### WHAT YOU WILL DO
Set down the entries again word for word, without any of the images.

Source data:
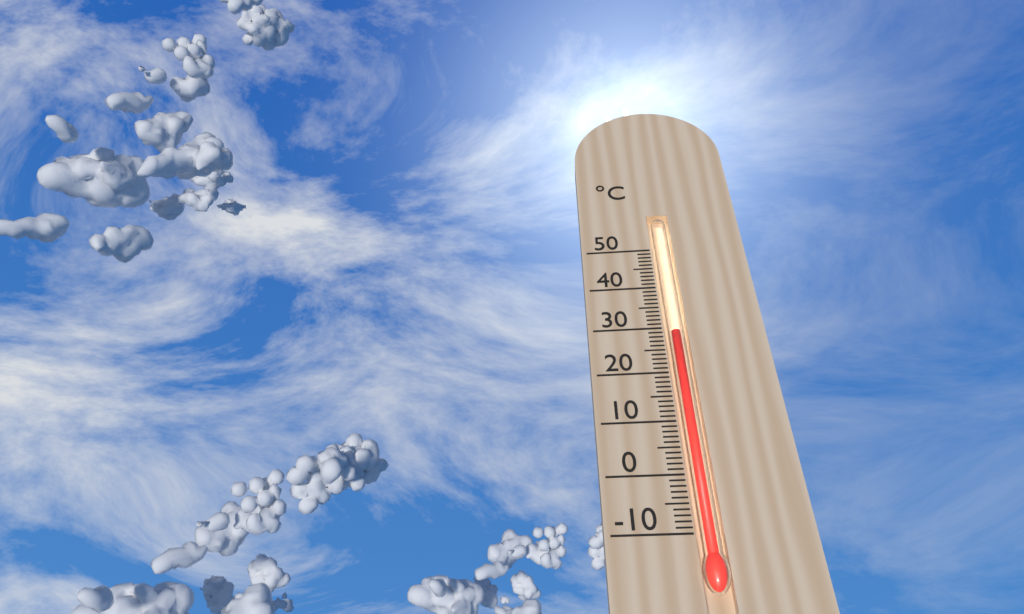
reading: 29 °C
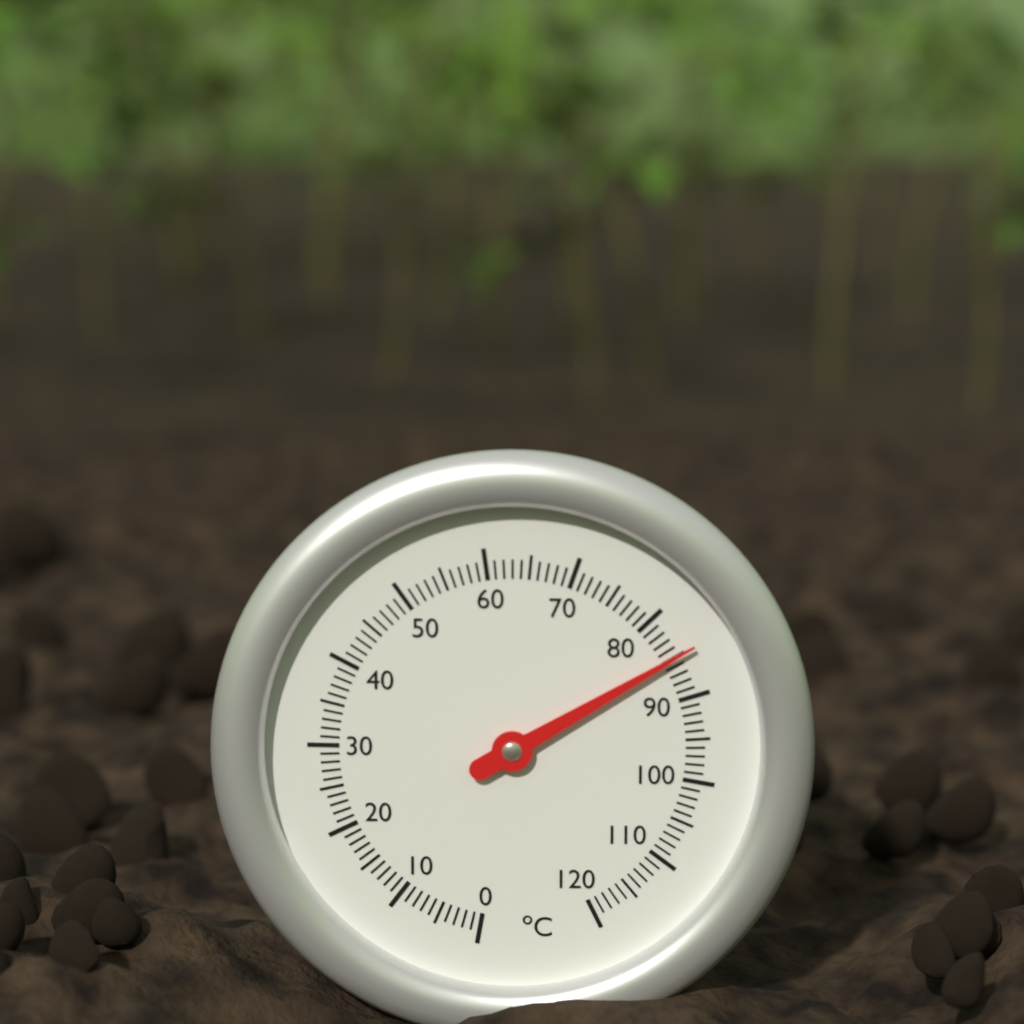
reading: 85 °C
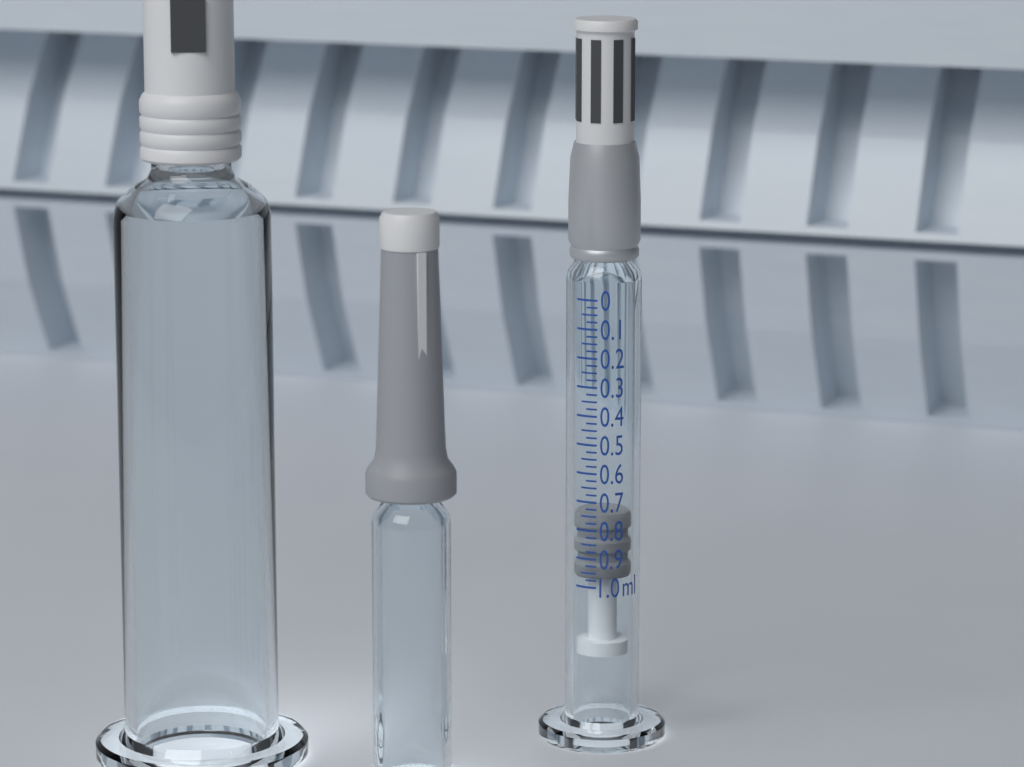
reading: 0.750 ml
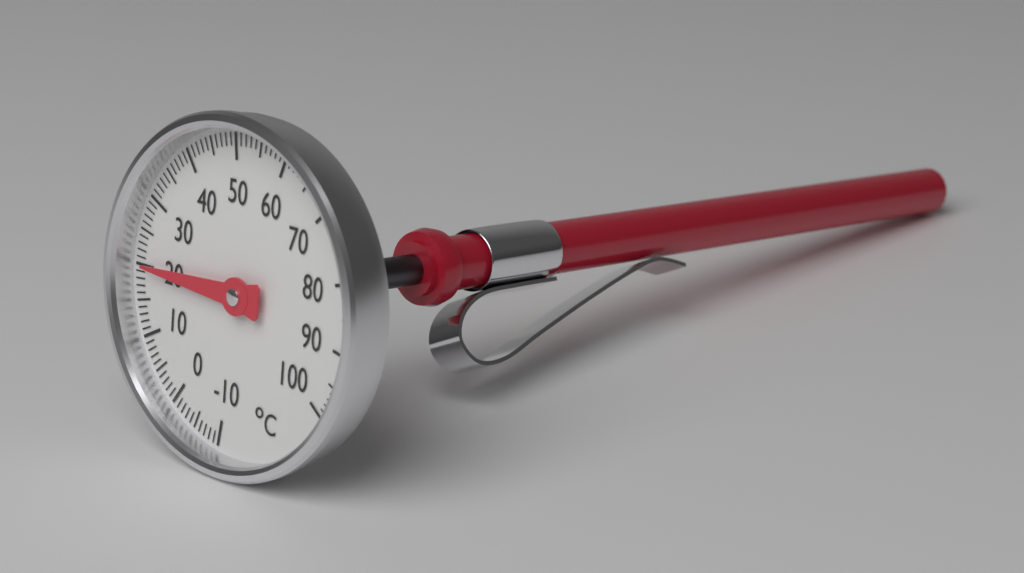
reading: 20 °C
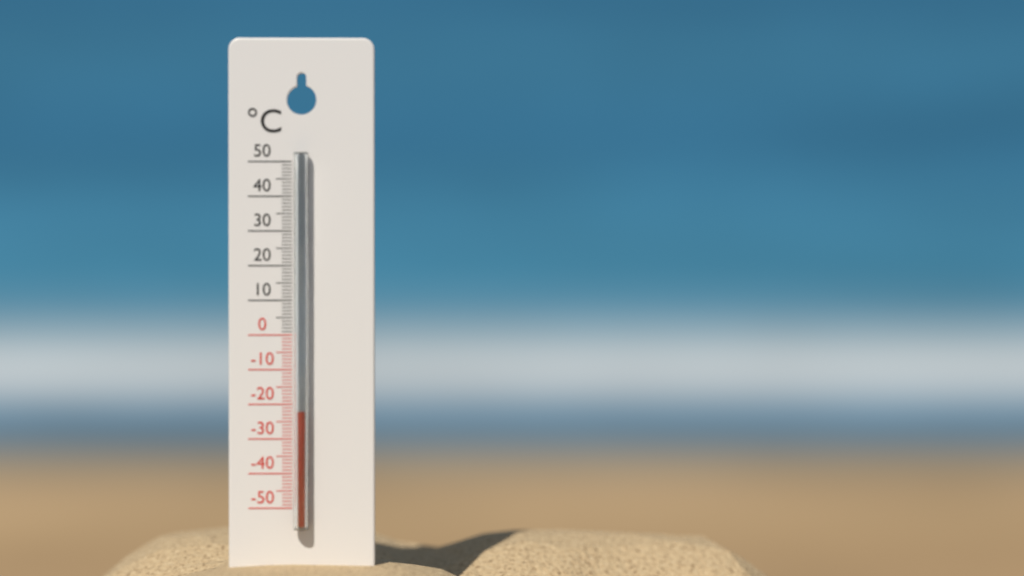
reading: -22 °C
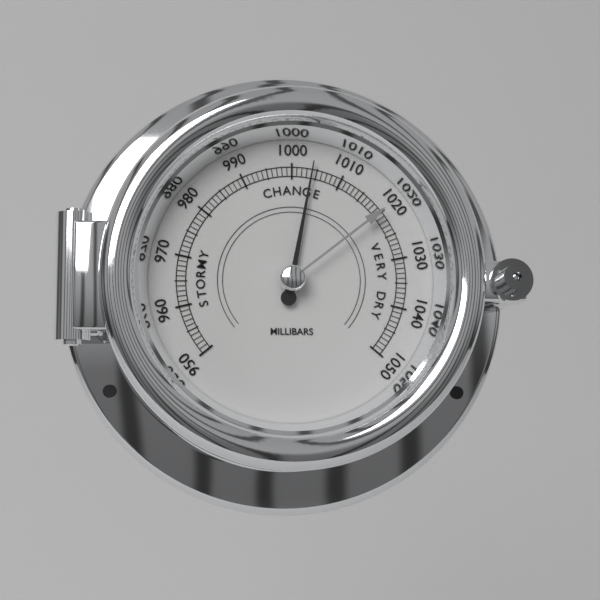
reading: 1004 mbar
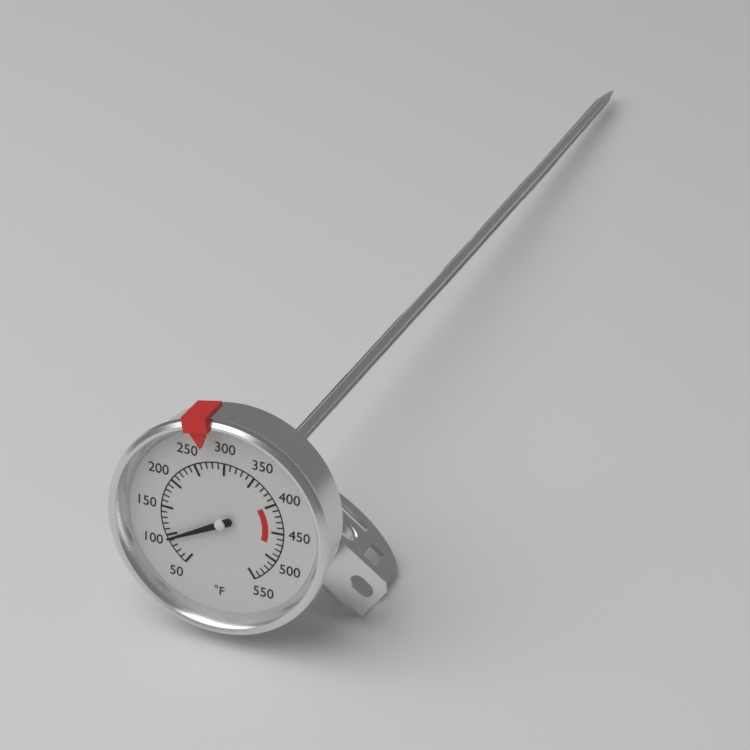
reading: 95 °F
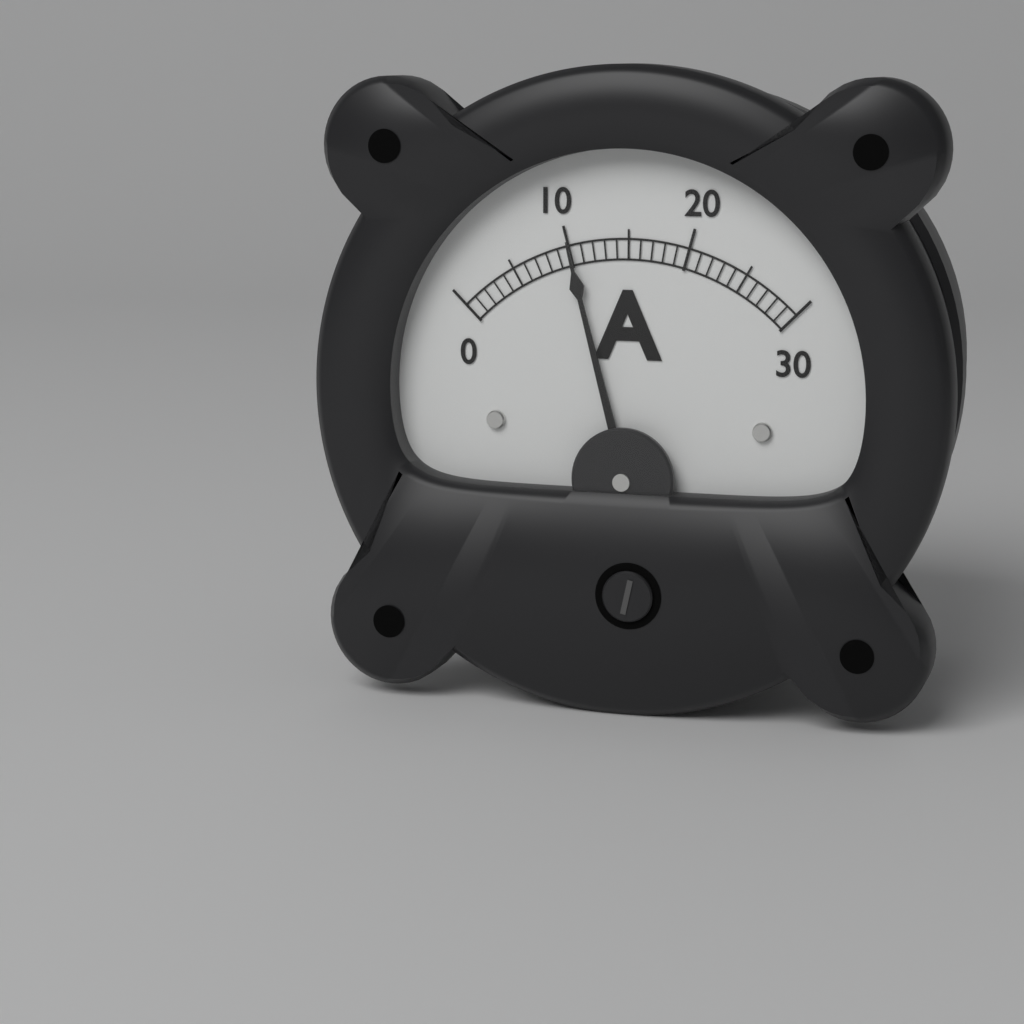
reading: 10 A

### FINISHED EXERCISE
reading: 29 °C
reading: 85 °C
reading: 0.750 ml
reading: 20 °C
reading: -22 °C
reading: 1004 mbar
reading: 95 °F
reading: 10 A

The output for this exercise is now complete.